I recall a comment by Hari Seldon, the principal protagonist of Asimov's Foundation Trilogy, to the effect that Trantor appeared to be less efficient than it had been, that things were not working as well as in the past.  That thought has resonated with me over the years when I review the successes and failures of the post-historic world to make broad-based advancements.
For the most part, the self-appointed futurists of the 1960s and 1970s really got the twenty-first century so incredibly wrong and, personally, I am sincerely disappointed in what actually got accomplished.  I was prepared for this century to be a little more fun, for heaven’s sake!  The futurists had us riding in programmed cars on computerized superhighways, working or playing while the computer got us to our destination.  Rudi Gernriech was the designer of choice, with androgynous uniforms and shaved heads the rule, with little insulated toupees for when the elements required it.  But we were going to be able to spend a weekend at the bottom of the sea, or take a shuttle to the Moon.  We were only going to work three-four days per week.  It makes one wonder if these people of vision simply watched too many episodes of the Jetsons!
Surely, there are socio-cultural differences that have made some economic systems a little more adept at making large-scale advances.  For example, refuse to energy projects have been a standard approach for more than fifty years in Europe.  Here, because of a confluence of events, primarily overreaching and conflicting regulatory bodies designed by the titans of industry to constrain innovation and shore up existing technology, to powerful landfill lobbies, to violations of interstate commerce laws, many of the municipally-financed refuse-to-energy projects mandated by States and the federal government, have been on the brink of default and are hardly viable entities.  Nuclear energy has played an important role in fueling the European economy, yet the United States has poured billions into projects that were ultimately deemed unnecessary or mothballed indefinitely.
I am certain by now almost everyone with access to the internet has seen that much-forwarded phunny ‘what it would be like if Microsoft made cars.’  Well, if Microsoft or even (dare I say it?) Apple made cars, cars could be coming down in price, rather than going up!  People would be paying less attention to the road, and getting work done or even taking time for personal enjoyment  – and think of the decline in road rage!  Texting while driving might not be the perilous folly it is today.  Of course, this all presupposes that our nation is up to retooling the highways to permit computerization.  What were our tax dollars doing in the mid 1960s, when we had a Big Government Congress?  Oh, yes, that’s right – we were buying bullets for an unconstitutional foreign conflict we steadfastly refused to call a war, and we started a little pilot project called Medicare.  Based on what the US dollar bought in that era, had some vision presided, our highways might have been upgraded so that we were ready for the Jetson age.  Rail was atrophying, adding long-haul trucking to the load on the roads.  Is it any wonder that our infrastructure is crumbling and why did I not take out stock in the company that makes those ubiquitous safety-orange cones that are litter most interstates, as they are all in some semblance of repair?
Nevertheless, personal technology has made quantum leaps for quite some time now.  Cell phones are the size of hearing aids, and some think they are smarter than their owners.  As someone that refuses to give up on the SLR, I cannot begin to bring myself to take my phone out and upload an image!  Andy Warhol’s fifteen minutes of fame has come of age.  Buy a computer and in about six weeks’ time, you could buy the next generation so exactly what is the point of upgrading?   E-books exist, and I daresay it won’t be long before there will be procedures by which readers will be attached to our retinas so we can bypass the computers.  One can be as wired as he/she desires.

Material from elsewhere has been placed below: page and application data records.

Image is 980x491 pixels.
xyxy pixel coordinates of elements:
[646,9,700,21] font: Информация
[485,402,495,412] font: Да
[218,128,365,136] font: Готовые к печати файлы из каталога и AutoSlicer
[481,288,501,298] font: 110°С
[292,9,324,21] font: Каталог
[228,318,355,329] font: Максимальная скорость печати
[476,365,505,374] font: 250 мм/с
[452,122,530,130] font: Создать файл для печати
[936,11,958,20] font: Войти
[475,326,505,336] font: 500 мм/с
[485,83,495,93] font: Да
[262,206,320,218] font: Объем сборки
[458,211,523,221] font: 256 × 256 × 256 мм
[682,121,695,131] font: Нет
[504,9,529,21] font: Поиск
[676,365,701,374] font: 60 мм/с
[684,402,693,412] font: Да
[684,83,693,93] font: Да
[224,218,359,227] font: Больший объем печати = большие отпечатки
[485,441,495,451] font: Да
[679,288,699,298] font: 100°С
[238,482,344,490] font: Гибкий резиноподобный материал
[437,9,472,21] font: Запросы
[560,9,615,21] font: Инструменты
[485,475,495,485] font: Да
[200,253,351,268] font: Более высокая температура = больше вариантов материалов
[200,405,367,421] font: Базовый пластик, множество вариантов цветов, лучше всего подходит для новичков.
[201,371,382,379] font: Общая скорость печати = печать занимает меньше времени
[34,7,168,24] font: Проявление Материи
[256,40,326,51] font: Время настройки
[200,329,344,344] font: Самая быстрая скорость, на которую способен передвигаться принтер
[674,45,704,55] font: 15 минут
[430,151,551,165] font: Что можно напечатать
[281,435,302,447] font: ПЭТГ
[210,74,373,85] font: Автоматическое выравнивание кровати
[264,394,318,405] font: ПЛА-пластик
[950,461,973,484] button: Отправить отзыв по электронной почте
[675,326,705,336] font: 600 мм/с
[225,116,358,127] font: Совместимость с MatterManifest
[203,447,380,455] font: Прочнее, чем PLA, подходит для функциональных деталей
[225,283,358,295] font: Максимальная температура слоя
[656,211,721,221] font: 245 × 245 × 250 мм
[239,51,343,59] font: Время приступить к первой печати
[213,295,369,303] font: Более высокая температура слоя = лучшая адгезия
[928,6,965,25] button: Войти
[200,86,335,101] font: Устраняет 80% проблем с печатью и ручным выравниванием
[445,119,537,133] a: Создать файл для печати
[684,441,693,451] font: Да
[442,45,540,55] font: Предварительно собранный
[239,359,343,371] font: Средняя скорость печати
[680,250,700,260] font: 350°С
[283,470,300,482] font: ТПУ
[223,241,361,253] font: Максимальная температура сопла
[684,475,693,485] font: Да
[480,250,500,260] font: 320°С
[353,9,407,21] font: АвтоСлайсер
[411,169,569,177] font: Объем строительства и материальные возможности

Gosh, there are hot boites in EU nations that you can avoid the velvet ropes and buy drinks without money, just because you are sporting an RFID chip! All hail the coming Singularity!  On the other hand, televisions have gotten bigger, so that we can be treated to life-sized images of aging quarterbacks hawking diets that will bring back one’s sex life!  We have on-demand programming to go with pizza delivery, ensuring we never have to leave home.  In effect, the local cineplex is going the way of the drive-in movie in no time flat.
As a student of economics, I do believe that self-interest is an important driving force and underpinning to the health of our economic system.  Small businesses only come about by dint of hard work and a desire for self-reliance, balanced with a personal vision, and small business formation is at the very core of our capitalist economic survival.  Yet I remain concerned about the focus of our limited economic resources on the betterment of a self-obsessed subculture to the detriment of large-scale advances that would improve an entire generation’s economic wherewithal.  No generation before ours has done so much for so little.